Although the Internet of Things (IoT) incorporates millions of heterogeneous devices to provide advanced intelligent services and has greatly impacted our lives over time, it has a huge blind spot since its design favors connectivity over security. Myriad efforts have been made to secure it, but it is still one of the most lucrative and often an easy target for attackers. IoT devices remain at higher risk of attack due to their intrinsic properties which include but are not limited to extreme heterogeneity, mostly plug-and-play nature, computational limitations, improper patch management, unnecessary open ports, default or no security credentials, and extensive use of reusable open-source software. To address these security concerns we need to thoroughly understand IoT devices' vulnerabilities, associated attacks, and how criminal services can abuse these devices. In this paper, we present recent advances in IoT security vulnerabilities, criminal services by empirically identifying major vulnerable IoT devices and cyber attacks exploiting them by cyber criminals.
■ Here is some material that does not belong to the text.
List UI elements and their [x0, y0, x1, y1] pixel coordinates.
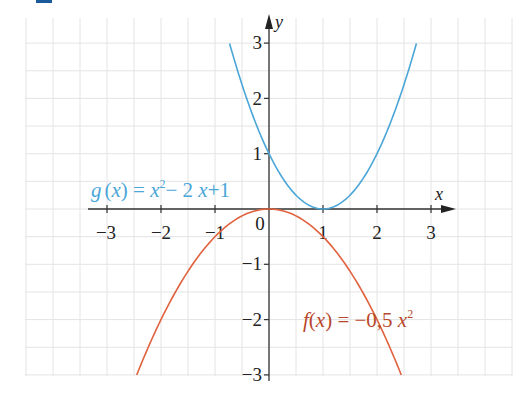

Additionally, we present mapping of vulnerabilities, criminal services, attacks, and potential solutions against such vulnerabilities and attacks. We have also presented different approaches in a tabular form for side by side comparison.
Phishing attacks trick victims into disclosing sensitive information. To counter them, we explore machine learning and deep learning models leveraging large-scale data. We discuss models built on different kinds of data and present multiple deployment options to detect phishing attacks.